No sooner has he presented his findings to Parliament, insisting that
the drug war be framed as "an overseas problem," than he, along with
the tabloid-reading public, discovers that his daughter (Julia
Ormond) is a heroin addict.

Over in Hamburg -- the spelling of the title acknowledges the
significance of the German port in the international heroin trade --
the authorities nab a German drug kingpin, leaving his icy British
wife (Lindsay Duncan) to plot his freedom and keep the family business running.

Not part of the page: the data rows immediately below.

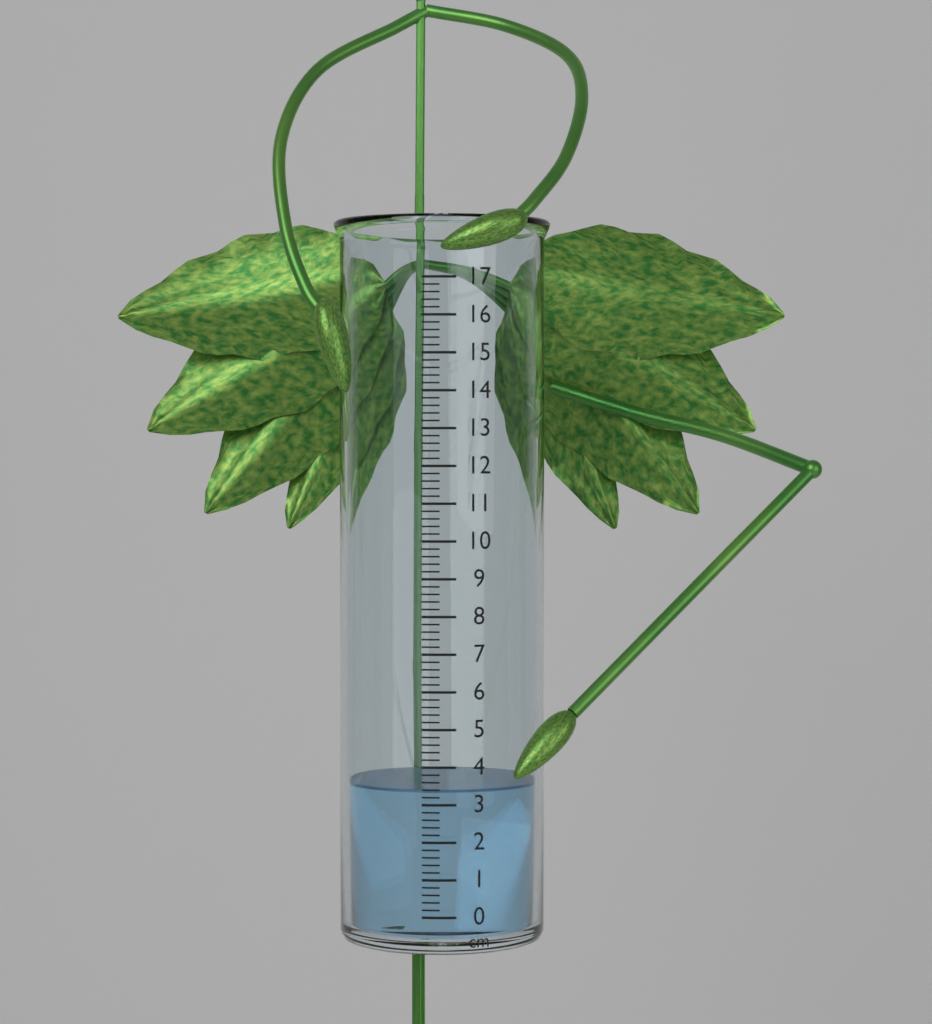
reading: 3.4 cm
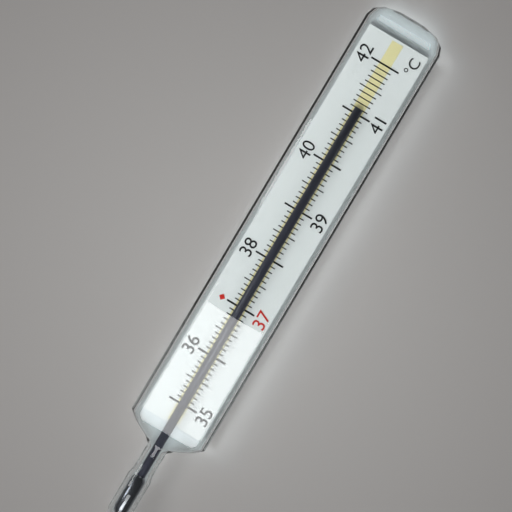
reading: 41.1 °C
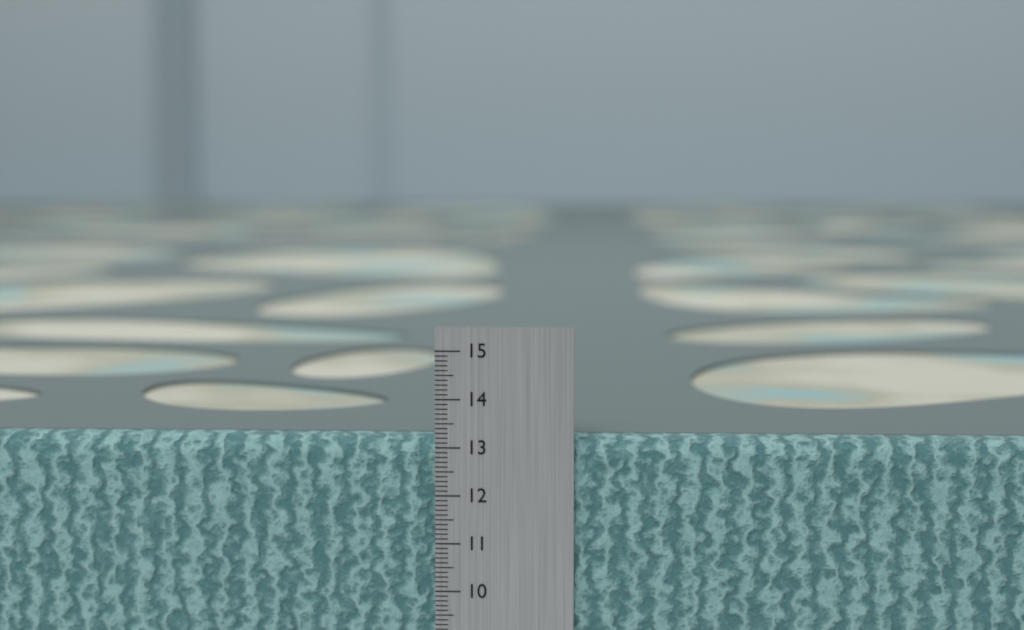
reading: 13.2 cm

And in Pakistan, with government forces destroying poppy fields, a
farmer (Jamal Shah) decides to move up the economic ladder by
offering his services to a Karachi drug lord, in bed with corrupt
local officials and planning a massive shipment to Europe.

The American remake, which won Oscars for Benicio Del Toro, director
Steven Soderbergh, screenwriter Stephen Gaghan and film editor
Stephen Mirrione (it was also nominated for best picture), shifts the
battlefront to the U.S.-Mexico border but preserves the shape and
structure of "Traffik." All the major figures have close equivalents,
except the Pakistani farmer, who's replaced by the Del Toro
character, a Tijuana cop with a flexible moral compass. (There was
also a third iteration, a 2004 miniseries on USA Network set largely
in Seattle and Afghanistan.)

Critics familiar with the British original have often asserted its
superiority over the American version, and it's certainly true that
"Traffik," which runs more than twice as long, has fuller, more
satisfying character arcs (and, especially in the cases of Duncan and
Ormond, actors who make the most of them). Back in 1989, years before
"The Sopranos" and "The Wire," this was television at its most
ambitious, imbuing the serial drama with novelistic complexity and depth.

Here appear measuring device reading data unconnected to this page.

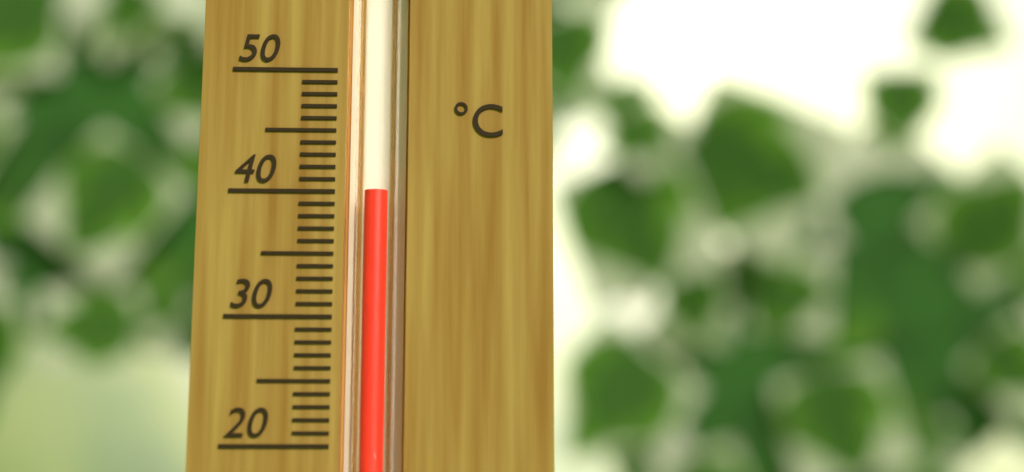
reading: 40 °C
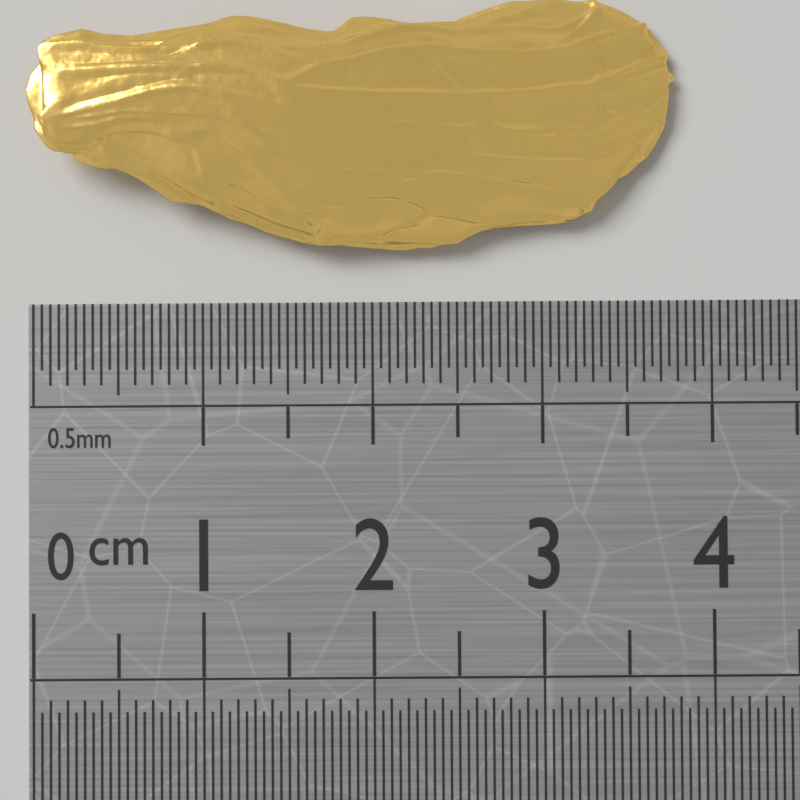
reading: 3.80 cm
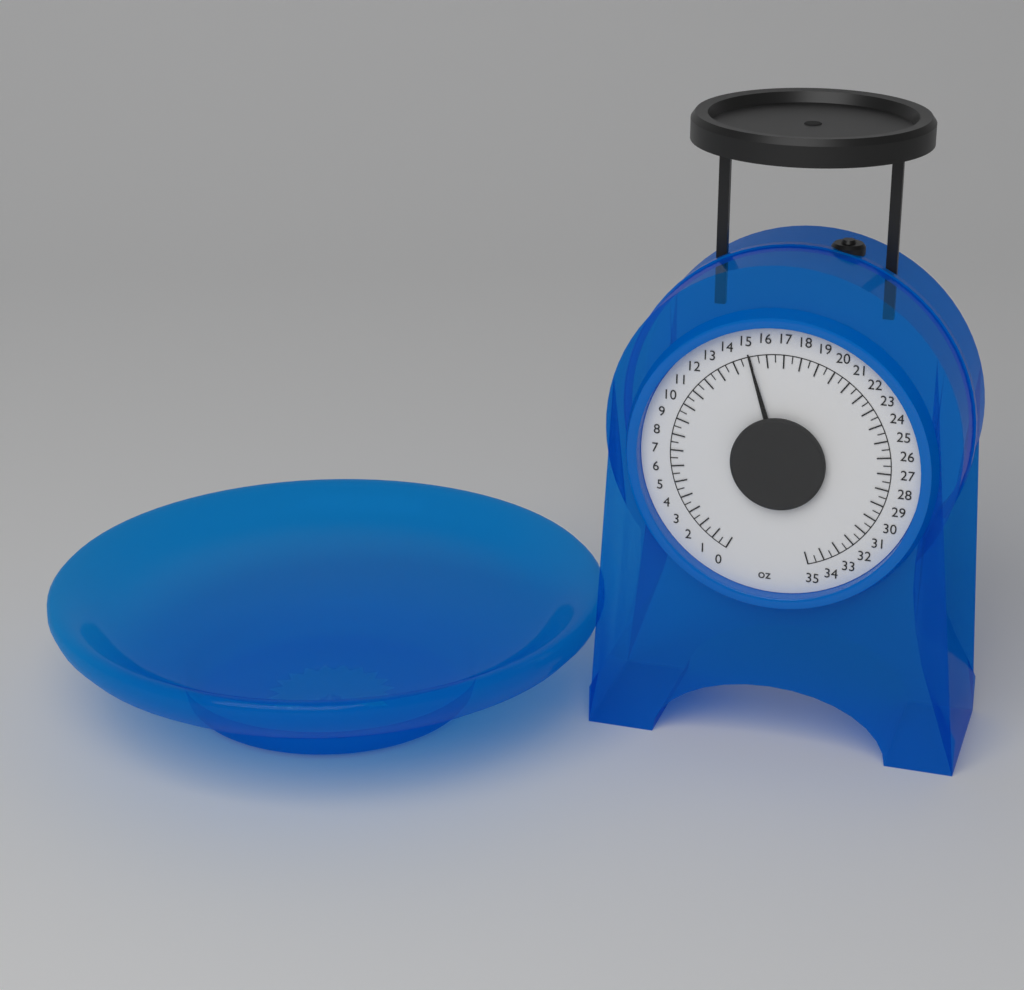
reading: 15.0 oz
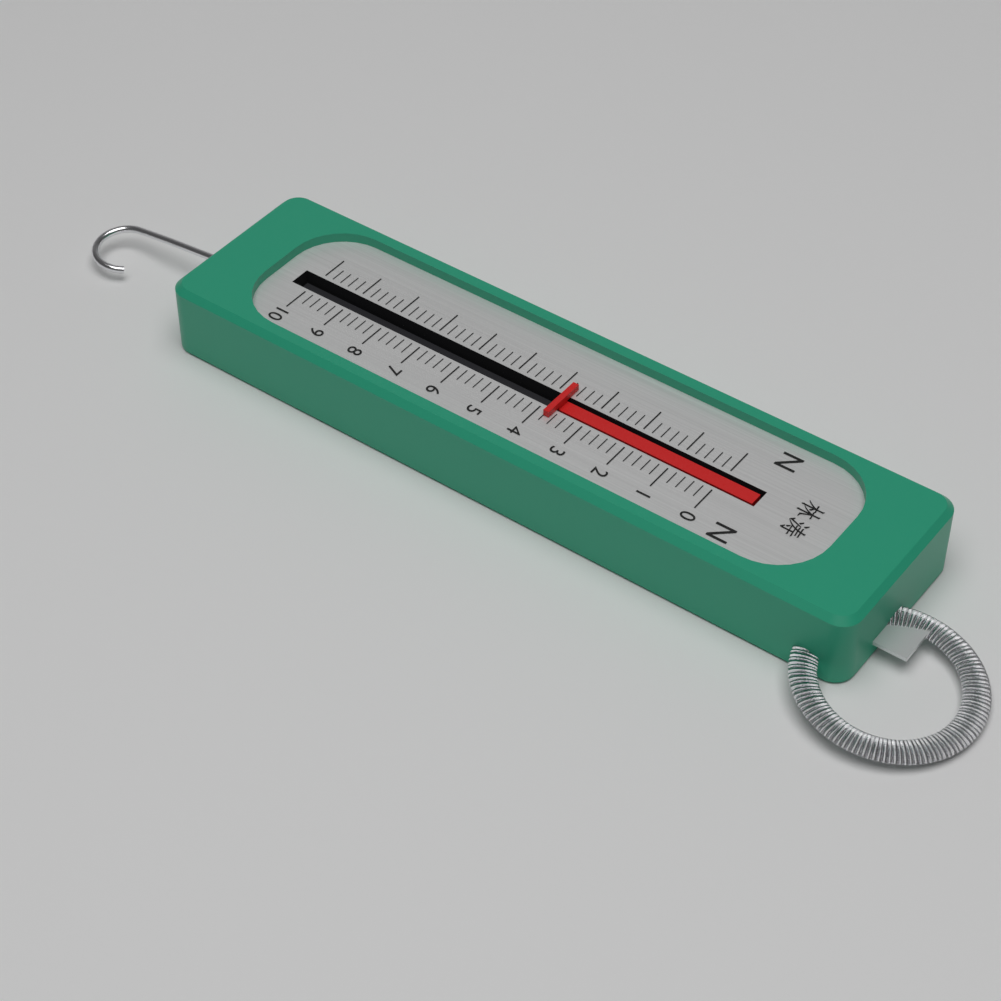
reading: 3.8 N
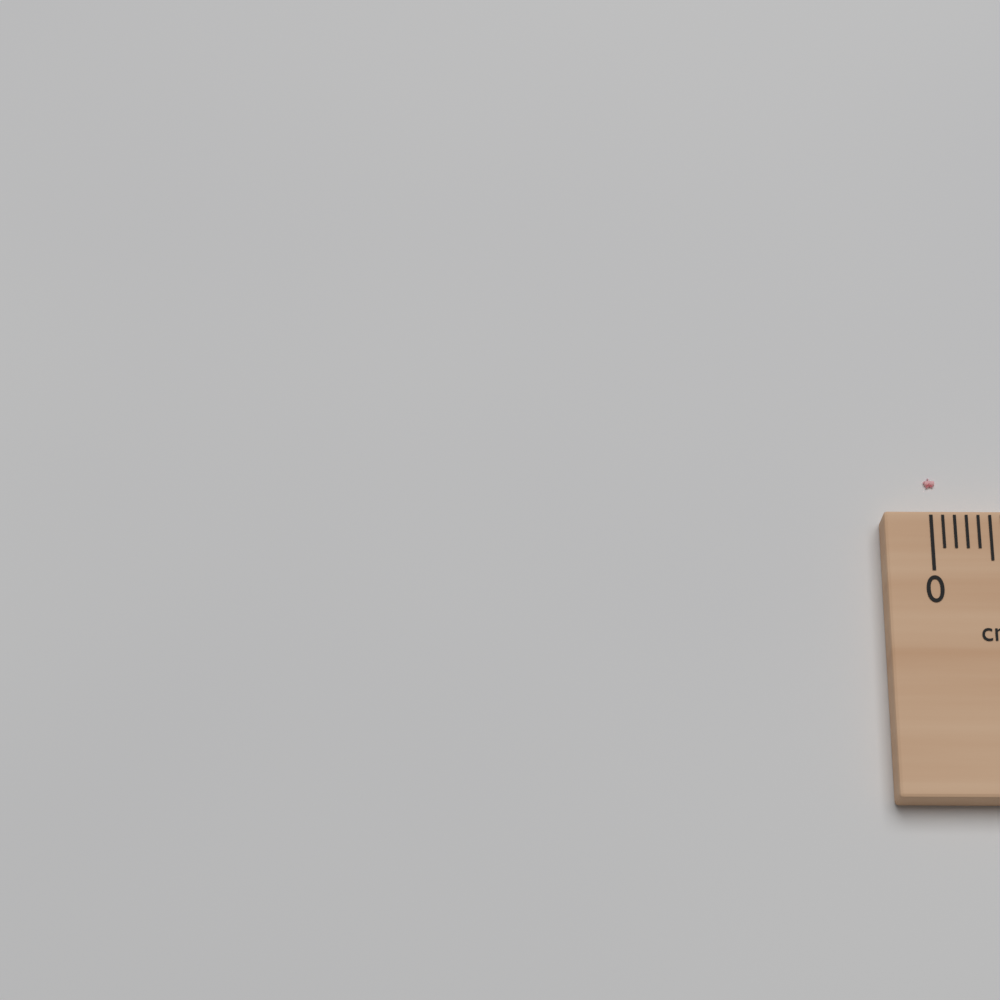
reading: 0.1 cm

But Soderbergh's film, despite some overly tidy shortcuts, does a few
things better than the mini-series: It's more visually dynamic and on
balance has a stronger and showier ensemble cast. In retrospect it
seems like a turning point in the career of this restless, endlessly
adaptable filmmaker: the first movie on which he served as his own
cinematographer (which he has done on all his films since, including
"The Informant!," currently in theaters, and "The Girlfriend
Experience," out on DVD this week).

Both "Traffik" and "Traffic" are exercises in parallel storytelling,
descendants of the original color-coordinated cross-cut epic, D.W.
Griffith's 1916 "Intolerance." In the years since "Traffic,"
patchwork butterfly-effect narratives have proliferated, not least
among Hollywood prestige movies: Paul Haggis' "Crash," Gaghan's
"Syriana," Alejandro Gonzalez Inarritu and Guillermo Arriaga's "21
Grams" and "Babel."

If these movies have a common flaw, it's that they are, to a large
degree, diagrams, in which pawn-like characters are jerked around and
thrown together to reveal some universal truth or other. But
"Traffik" is not nearly so mystical -- here it's not cosmic
coincidences that make the world go 'round so much as the brute
market forces of supply and demand.

The point is hard to miss: Drugs are a global problem not least
because they are an international business.